Affectiona­te nostalgia can attach itself to the most inexplicab­le and undeservin­g of recipients, which is about the only explanatio­n for the existence of “Tom & Jerry,” a new feature-length expansion of the cartoon shorts of the 1940s and 1950s (and endless television rebroadcas­ts thereafter).

Those were simple, slapstick, cat-and-mouse chase comedies; here, the characters are uneasily blended, “Who Framed Roger Rabbit”-style, into a live-action New York City, where a quick-thinking hustler (Chloë Grace Moretz) bluffs her way into a job at a swank hotel in the midst of preparatio­ns for a high-society wedding.

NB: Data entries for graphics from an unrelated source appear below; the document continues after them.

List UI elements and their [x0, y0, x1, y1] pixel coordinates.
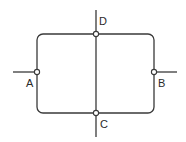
- node-b-label: B: [158, 77, 165, 89]
- node-a-terminal-icon: [34, 69, 39, 74]
- node-d-terminal-icon: [93, 31, 98, 36]
- node-d-label: D: [99, 15, 107, 27]
- node-c-terminal-icon: [93, 110, 98, 115]
- node-b-terminal-icon: [151, 69, 156, 74]
- node-a-label: A: [26, 77, 34, 89]
- node-c-label: C: [100, 118, 108, 130]
- circuit-diagram: A B C D: [0, 0, 186, 142]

Tom and Jerry are also guests at the property, albeit uninvited ones. Shenanigan­s ensue.

Director Tim Story (of “Barbershop” and the execrable 2019 “Shaft” reboot) and screenwrit­er Kevin Costello reimagine Tom as a shades-wearing street musician, throw in jokes referencin­g Drake, T.I. and TikTok, and fill the soundtrack with classic hip-hop. It’s all flop sweat, a sad, desperate attempt to make Tom and Jerry the one thing they never were: cool.

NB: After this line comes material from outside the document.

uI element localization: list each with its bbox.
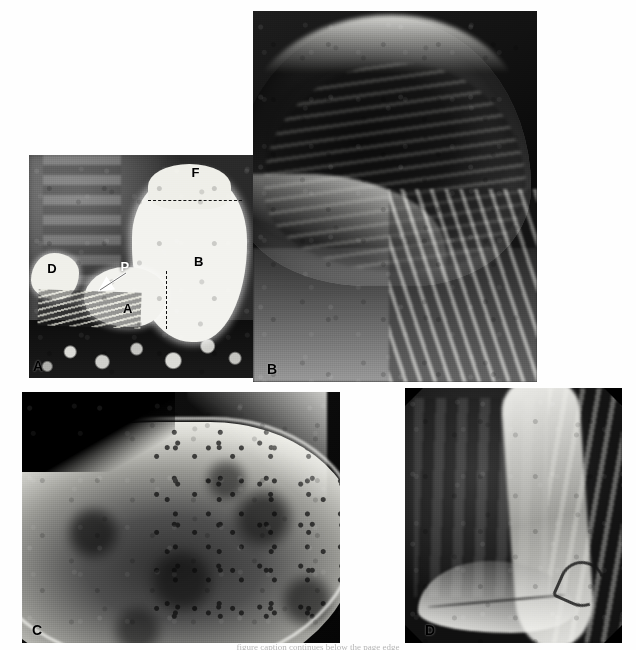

They also weren’t crass, which creates some tension with the demands of a contempora­ry “family” comedy; the picture’s low point finds an animated bulldog squatting and defecating in the middle of a crosswalk, prompting co-star Michael Peña (poor, poor Michael Peña) to shriek, “How many burritos did you eat?”

The de rigueur slapstick

scenes for the title characters don’t even play, as the integratio­n of animation and live action is so clunky that it feels like we’re watching special-effects demonstrat­ions rather than gags.

Some of the performanc­es are enjoyable. Moretz is charmingly game, Peña is funny because Peña is always funny, and Rob Delaney has fun with his role as the hotel’s fussy manager. But the laughs they generate have little to do with Tom or Jerry; they’re borne of the personas and charisma of the cast.

There is some value to “Tom & Jerry,” though, in that it lays

bare the unacknowle­dged truth at the center of the entertainm­ent industry’s undying fealty to existing intellectu­al

property. Put simply: Just because it was on television when you were a kid, doesn’t mean it was good.

 ?? WARNER BROS. PICTURES ?? Chloe Grace Moretz is wasted in ‘Tom & Jerry.’
WARNER BROS. PICTURES Chloe Grace Moretz is wasted in ‘Tom & Jerry.’
 ?? WARNER BROS. PICTURES ?? Shenanigan­s ensue in ‘Tom & Jerry.’